The Boy Who Cried Wolf, Tutti Frutti/York Theatre Royal, at York Theatre Royal Studio, September 26 to October 12
RAIN, rain, rain, the River Ouse is in flood, but the weather is even worse at York Theatre Royal, where snow is falling and Tutti Frutti’s actors are covered from head to toe in wool.
Five years ago to the autumnal month, Leeds company Tutti Frutti first staged York playwright Mike Kenny’s re-spinning of Aesop’s wintery old yarn in new patterns and shades, as favoured by the contestants in the annual jumper-knitting competition that opens and closes this one-act show for three year olds and upwards.
Designer Hannah Sibai has cloaked the Studio stage in white, from the floor to the tree branches, set in place in upturned spools and wrapped in wool; from the lit-up miniature village houses at the front to the snow-peaked mountains that form the backdrop.
Colour comes from the suffusion of old-fashioned/Scandi-noir knitted clothing, scarves and hats worn by actor-musicians Alex Wingfield, Florence Russell and Guido Garcia Lueches, who add yet more woolly headgear when playing grouchy, unruly, hip-hop dancing sheep.
The play’s title carries a moralising tone, but Kenny, himself a father, prefers to encourage children to take on responsibility, rather than wave a scalding finger in their direction, in a story set over three winters in a bleak sheep-farming community.
Grandad (Garcia Lueches) now lacks the energy and spryness to guard the family’s flock from the predatory wolves high up in the mountains, handing over the duty to his grandson Silas (Wingfield), a very reluctant “bother of a boy”. “Everywhere, sheep, just sheep,” he bemoans.
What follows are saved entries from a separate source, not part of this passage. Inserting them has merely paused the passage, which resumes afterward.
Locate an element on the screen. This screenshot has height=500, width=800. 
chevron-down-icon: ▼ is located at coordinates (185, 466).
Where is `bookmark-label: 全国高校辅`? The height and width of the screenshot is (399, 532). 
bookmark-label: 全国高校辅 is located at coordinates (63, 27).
Not yet ten years old, he is far from thrilled by the honour of keeping his village safe as he quickly tires of the sheep’s irritating stubborn streak and decides to end his solitary sanctuary by lying that a wolf is in his midst. He will do so again the next winter, but each time his Mum (Russell) and Grandad caution him that “no-one trusts a liar, even when they’re telling the truth”. Only this way will he learn that he cannot pull the wool over their eyes.
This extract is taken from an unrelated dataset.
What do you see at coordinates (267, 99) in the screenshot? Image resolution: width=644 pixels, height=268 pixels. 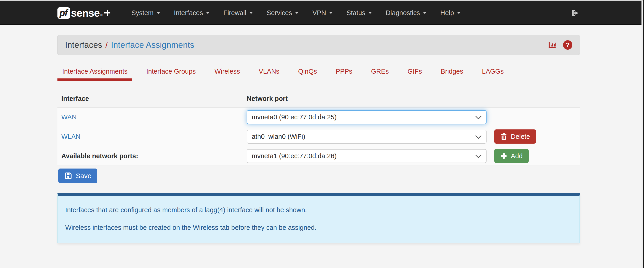 I see `column-header-network-port: Network port` at bounding box center [267, 99].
Significantly, however, Kenny makes a point of Silas insisting he is not a “bad boy but occasionally does bad things”. Just give him time to grow up, embrace his responsibilities and even find his inner wolf.
Director Wendy Harris plays to Kenny’s storytelling strengths, bolstered by Dom Sales’s deeply daft folk songs, played on mandolin, guitar, flute, saxophone and cor anglais, in an enchanting, amusing and ever so slightly scary show when Joanne Bernard’s movement direction and the suitably named Mike Redley’s red lighting transform the cast into the prowling, sometimes howling wolves.
Kenny’s curmudgeonly but highly humorous sheep, with their bleating dialogue and wool-is-cool teenage demeanour, go down particularly well, providing the most fun for both the audience and the cast, who knit together so successfully they deserve to win the village jumper comp.
Cheeky of face, funny of expression, Wingfield captures the easily bored yet adventure-craving essence of Silas; ably backed up by Garcia Lueches’s wise, kindly Grandad and Russell’s often exasperated, always-knitting Mum.
Sheep fans, young mums and their lambs should escape the rain, embrace the snow and flock to this winter winner.